Covid testing failure and the state of American democracy

A little-noticed part of Biden’s covid address last night covered testing.  He promised to use the Defense Production Act to ramp up production of rapid tests, to make at-home tests available through retailers at cost, and to increase the availability of free pharmacy-based tests. (A few details here.)

Making testing faster, cheaper, and easily accessible seems like such an obvious thing to do.  In fact, it was an obvious thing to do months ago.  If the authority and funding have been available to do this, why on earth wait?  Yet instead of acting to get ahead of the curve, the administration appears to have stood on the sidelines and allowed manufacturing capacity to shut down.  And why didn’t Congress specifically demand the use of advanced market commitments for all kinds of covid tests in one of its many covid bills?  Perhaps there is more here than meets the eye, but on the surface it seems like an almost incomprehensible policy failure – one that Biden and Congressional Democrats had every incentive to avoid.

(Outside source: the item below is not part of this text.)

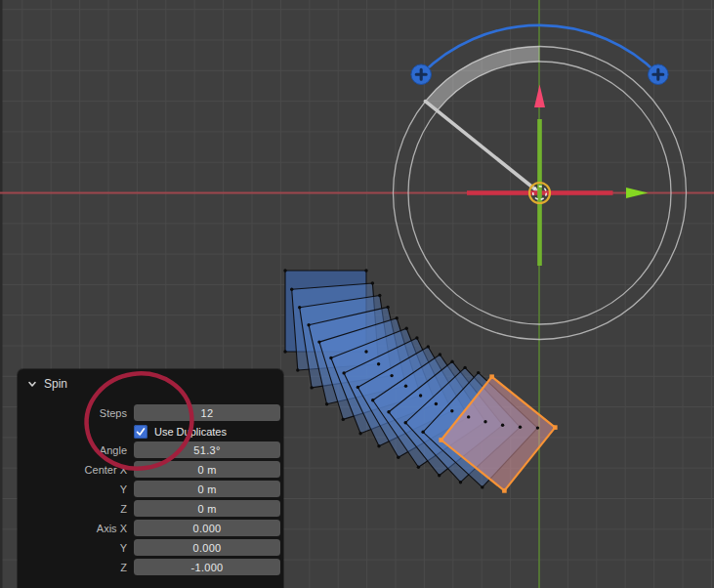 Image resolution: width=714 pixels, height=588 pixels. Describe the element at coordinates (207, 527) in the screenshot. I see `axis-x-field: 0.000` at that location.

A natural response to this kind of government failure – and there are many other examples just related to covid – is to throw up our hands and endorse a very limited role for government.  In my view this is a mistake.  We need a government that has the capacity to address common challenges with a reasonable level of strategic foresight and competence.  How we get there is a complicated question, but the journey needs to start with a recognition that, yes Virginia, we have a serious problem here, and that it won’t solve itself.  Democrats and progressives who want the government to play a more constructive role in American life will need to think hard about what has gone wrong and how to fix it.